On The Hungry Lion Attacking an Antelope

Art

The environment functions much like the unconscious—often preferred to remain in the background. Bringing it into the foreground is akin to the return of a repressed sense of its agency. In the work of Henri Rousseau, this agency is particularly evident in his treatment of plants. His compositional unit, much like Piet Mondrian’s grid, is the leaf. Although Rousseau never visited a tropical region—relying instead on the natural history museum for reference—the majority of his popular works depict lush jungle scenes. These scenes feature a wide variety of plants, with relatively few non-human animals.

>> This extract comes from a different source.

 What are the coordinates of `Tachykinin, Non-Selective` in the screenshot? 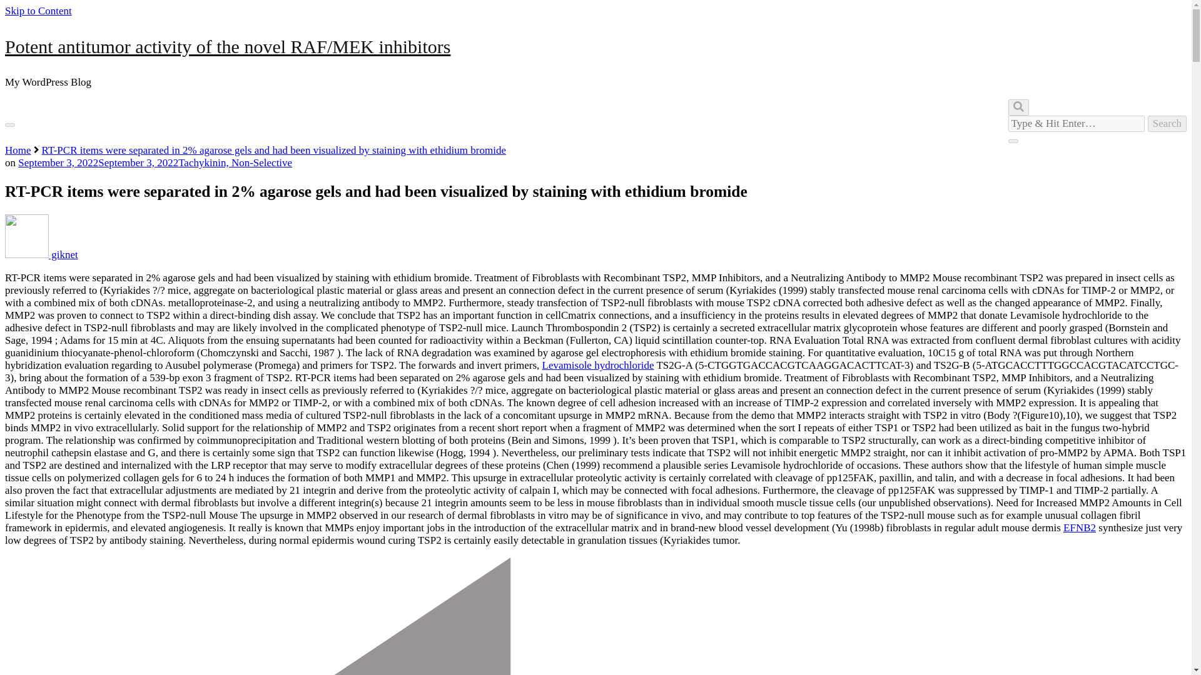 It's located at (235, 163).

This creates a kind of symbiosis between figure and ground, or between animal and plant, evoking an ecological perspective in which the survival of an organism is intimately tied to the survival of its environment. For instance, in the image of the lion consuming an antelope, a curious creature appears in the lower-left corner. Could this be read as the agency of the ecosystem making its presence felt?

The Hungry Lion Throws Itself on the Antelope (Le lion ayant faim se jette sur l'antilope) is a large oil-on-canvas painting created by Henri Rousseau in 1905.

The Hungry Lion Throws Itself on the Antelope (Le lion ayant faim se jette sur l'antilope) is a large oil-on-canvas painting created by Henri Rousseau in 1905.